Do appeals in Advertisements Influence Adolescents’ Consumption of Sweetened Beverages?

A new study at Penn has been published in the Journal of Health Communication. PRC researchers Amy Bleakley, Amy Jordan, Karen Glanz, and Andrew Strasser, were the first to test the effect of persuasive strategies used in public service ad campaigns aimed at sugar-sweetened beverages, which include non-diet soda, sports and energy drinks, sweetened teas and fruit drinks.

The researchers found that public service advertisements (PSAs) appealing to fear – and warning of the health consequences of too much sugar, such as obesity, diabetes, amputations, cancer, and heart disease – had the greatest effect on teens’ intention to cut back on sugary drinks. The study also examined ads that appealed to humor and to nurturance (protective, parental instincts).

The fear-based ads worked directly to influence the adolescents’ intentions, as well as indirectly by affecting the perceived strength of the message.
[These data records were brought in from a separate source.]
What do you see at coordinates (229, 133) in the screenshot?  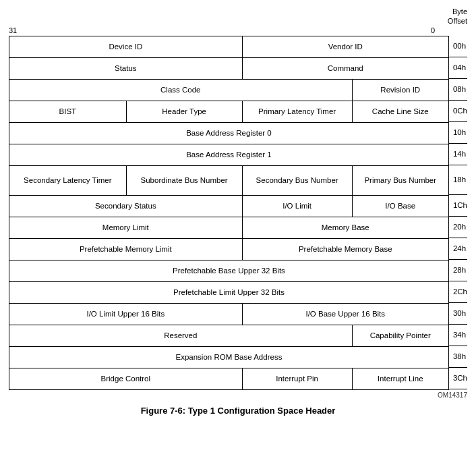 I see `table-row: Base Address Register 0` at bounding box center [229, 133].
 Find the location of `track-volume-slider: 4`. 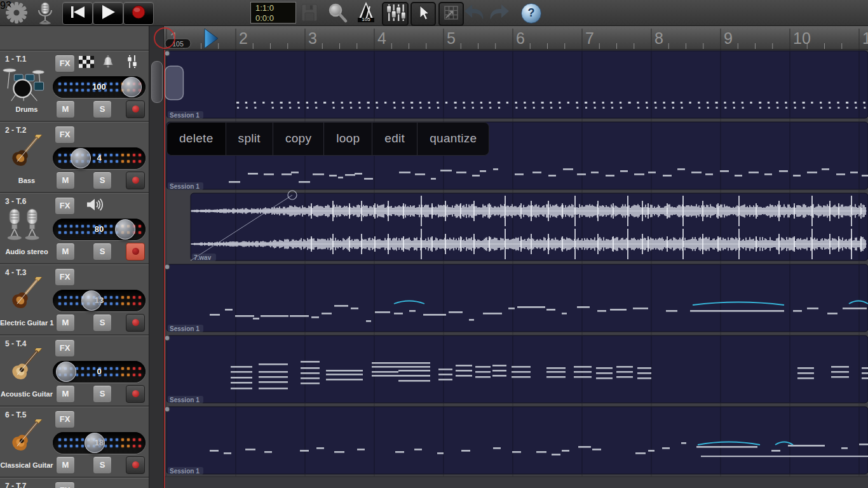

track-volume-slider: 4 is located at coordinates (99, 158).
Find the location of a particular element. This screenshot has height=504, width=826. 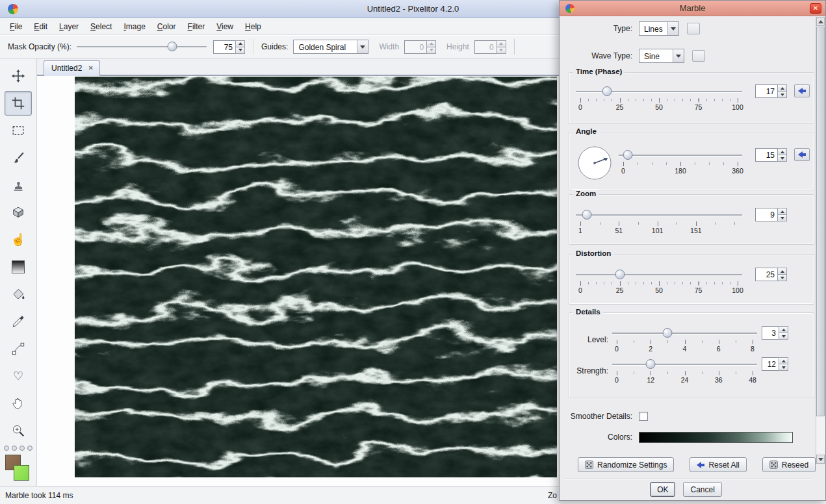

time-phase-value: 17 is located at coordinates (766, 91).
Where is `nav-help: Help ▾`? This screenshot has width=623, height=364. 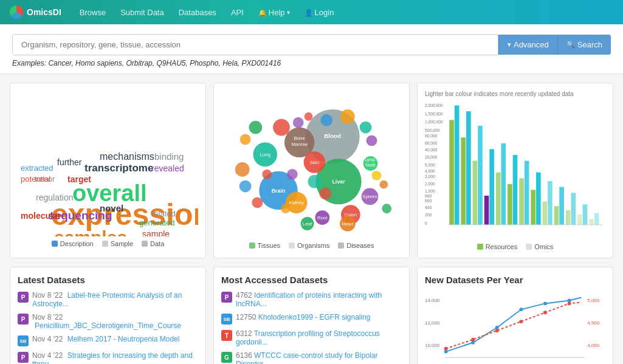 nav-help: Help ▾ is located at coordinates (274, 12).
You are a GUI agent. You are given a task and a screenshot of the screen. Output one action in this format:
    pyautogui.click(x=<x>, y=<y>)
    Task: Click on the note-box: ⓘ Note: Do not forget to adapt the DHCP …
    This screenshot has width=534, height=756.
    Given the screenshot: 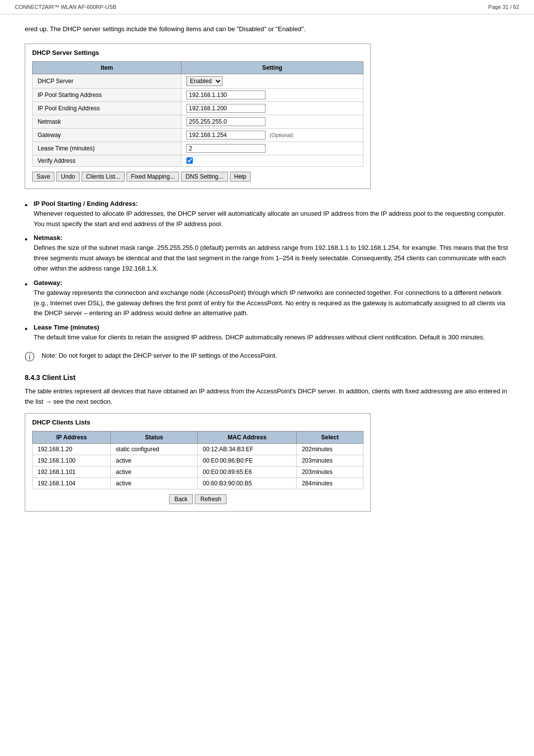 What is the action you would take?
    pyautogui.click(x=267, y=357)
    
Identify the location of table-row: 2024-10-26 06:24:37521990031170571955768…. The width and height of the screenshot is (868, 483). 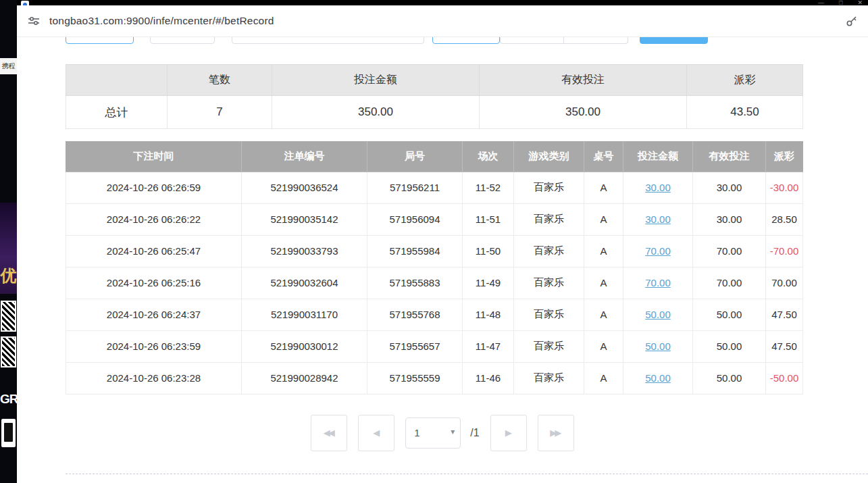
(435, 315).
All three kinds of emotional appeals – fear, humor, and nurturance – affected other emotions and cognitions as well, but not all of those were shown to be related to teens’ intention to cut back on sugary drinks.

Read the study here

Bleakley A, Jordan A, Hennessy M, Glanz K, Strasser A and Vaala S. Do Emotional Appeals in Public Service Advertisements Influence Adolescents’ Intention to Reduce Consumption of Sugar-Sweetened Beverages? Journal of Health Comm, Jun 2015, online, 938-948.